I read all of these comments and no-one mentioned the first performance I thought of upon seeing the headline: Anne Hathaway in 'Love & Other Drugs'. I think she nailed it (no pun intended) and completely elevated a film that so easily could have been written off as a rom-com.
Come to think of it, she does it quite a lot. I also loved her (ignoring the accent) in One Day. But don't tell anyone.
A good chunk of Meryl Streep's filmography reads like this. I personally think the last good movie she was in was The Manchurian Candidate remake. The Devil Wears Prada, while also being good showcases for Blunt and Hathaway, seemed like a turning point. She was not only bankable but getting parts where she could break through the ceiling set on the page with a good performance.
Of my issues with The Help it was that the performances with life are maligned by a cipher leading protagonist and a cartoonish villain along with making Allison Janney unlikable while wasting Sissy Spacek entirely. I just want Octavia Spencer and Jessica Chastain paired and Viola having their own movies because separately with those performances could be interesting stories. Having them all together and surrounded by not so good, not nuanced, varying between cartoon and just blank performances make the overall movie a mess.
I have to say everybody, even Macy Gray, was good in The Paperboy. Daniels may know how to have actors go to next level but his idea of pace was thrown at the window. Come to think of it, Precious was a real sit-through too but I just wanted that to end as opposed to The Paperboy where I wanted to follow characters.
Nic- Oh, boy. That performance was great. Just her alone and not Zwick destroying a good book/story by thinking he made a sex-positive movie by making the male protagonist a horny predator. And then there was Josh Gad..... And I cannot speak of One Day. Another toxic movie with a male protagonist where I am supposed to believe a smartly played Hathaway character falls for.
Also, cal roth- I love Certified Copy for that. Not Kiarostami's best but his ethos to a T and two leading performances that completely work in carrying that.

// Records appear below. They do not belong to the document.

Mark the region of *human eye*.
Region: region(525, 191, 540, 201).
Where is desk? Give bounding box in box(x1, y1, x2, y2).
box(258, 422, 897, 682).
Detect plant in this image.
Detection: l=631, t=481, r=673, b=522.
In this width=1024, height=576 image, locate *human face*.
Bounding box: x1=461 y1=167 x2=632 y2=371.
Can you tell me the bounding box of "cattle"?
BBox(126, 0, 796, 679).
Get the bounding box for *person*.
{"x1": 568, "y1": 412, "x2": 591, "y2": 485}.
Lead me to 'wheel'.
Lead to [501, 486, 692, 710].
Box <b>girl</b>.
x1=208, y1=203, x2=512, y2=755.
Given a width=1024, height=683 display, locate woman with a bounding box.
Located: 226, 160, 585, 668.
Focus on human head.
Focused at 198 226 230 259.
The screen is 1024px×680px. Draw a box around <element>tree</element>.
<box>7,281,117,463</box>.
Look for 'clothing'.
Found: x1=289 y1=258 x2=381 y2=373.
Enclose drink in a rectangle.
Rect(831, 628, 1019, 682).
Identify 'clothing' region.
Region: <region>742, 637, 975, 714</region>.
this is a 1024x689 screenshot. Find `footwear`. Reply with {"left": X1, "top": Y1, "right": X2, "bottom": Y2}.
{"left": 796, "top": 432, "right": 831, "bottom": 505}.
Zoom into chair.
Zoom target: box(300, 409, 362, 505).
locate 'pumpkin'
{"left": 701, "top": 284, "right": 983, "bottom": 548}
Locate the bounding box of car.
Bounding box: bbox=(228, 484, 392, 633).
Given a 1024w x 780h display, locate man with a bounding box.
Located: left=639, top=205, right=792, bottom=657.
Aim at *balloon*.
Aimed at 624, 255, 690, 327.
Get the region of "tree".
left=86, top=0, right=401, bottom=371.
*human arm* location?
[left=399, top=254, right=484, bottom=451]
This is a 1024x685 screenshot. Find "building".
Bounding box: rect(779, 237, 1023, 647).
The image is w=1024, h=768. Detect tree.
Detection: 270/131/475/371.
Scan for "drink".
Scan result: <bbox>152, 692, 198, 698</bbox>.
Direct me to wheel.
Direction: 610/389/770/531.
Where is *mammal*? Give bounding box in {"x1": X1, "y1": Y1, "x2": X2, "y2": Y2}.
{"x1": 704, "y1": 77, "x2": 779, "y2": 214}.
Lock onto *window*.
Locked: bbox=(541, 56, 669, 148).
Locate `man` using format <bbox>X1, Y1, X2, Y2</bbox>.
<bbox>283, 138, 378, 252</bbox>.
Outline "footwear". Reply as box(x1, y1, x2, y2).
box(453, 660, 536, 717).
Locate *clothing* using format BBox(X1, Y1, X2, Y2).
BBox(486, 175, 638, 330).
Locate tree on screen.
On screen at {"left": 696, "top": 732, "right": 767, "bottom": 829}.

It just hit me that I've done this quite successfully I think with one person twice: Haley Joel Osment. In "The Sixth Sense" and "A.I." that is, of course. Both these movies make me wanna vomit, but it's not the tiniest bit his fault. Talk about M. Night Shyamalan: most people would say Sixth Sense was brilliant, all his later movies bad, their "twist" too unbelieveable. The first movie of his I ever saw was "Unbreakable", in the movie theater. The "Twist" totally ruined it for me. I've managed to see "Sixth Sense" for the first time, years after that, on Television, without knowing what the "twist" was - and it was the same experience all over again. But I loved Haley in it and totally Support his Oscar nomination. "A.I." was the same story all over again for me: stupid, unbelieveable story/twist, getting stupider and more unbearable towards the end while starting quite decently and interesting, but loved Haley and his performance. And you know, just like Oscar, I tend to appreciate the little girls more than the little boys, and Haley really is an exception. Too bad he couldn't go on to be more of a star, get roles, get good roles in good movies... Too bad that lately, his sister is more famous than him... that fame coming from playing the best friend of Hannah Montana.... *ewww* ... actually, I liked her in Spy Kids 2 & 3, but apart from that, I couldn't care less about her...
PS: Love the mentions of Nicole Kidman in "The Golden Compass" and Michael Shannon in "The Runaways". Great Performances! Though I didn't find either movie exceptionally bad... well, not great either, but quite good really. Also in the Runaways, I also think both Dakota Fanning and especially K-Stew were really good, though Shannon was absolutely best in Show!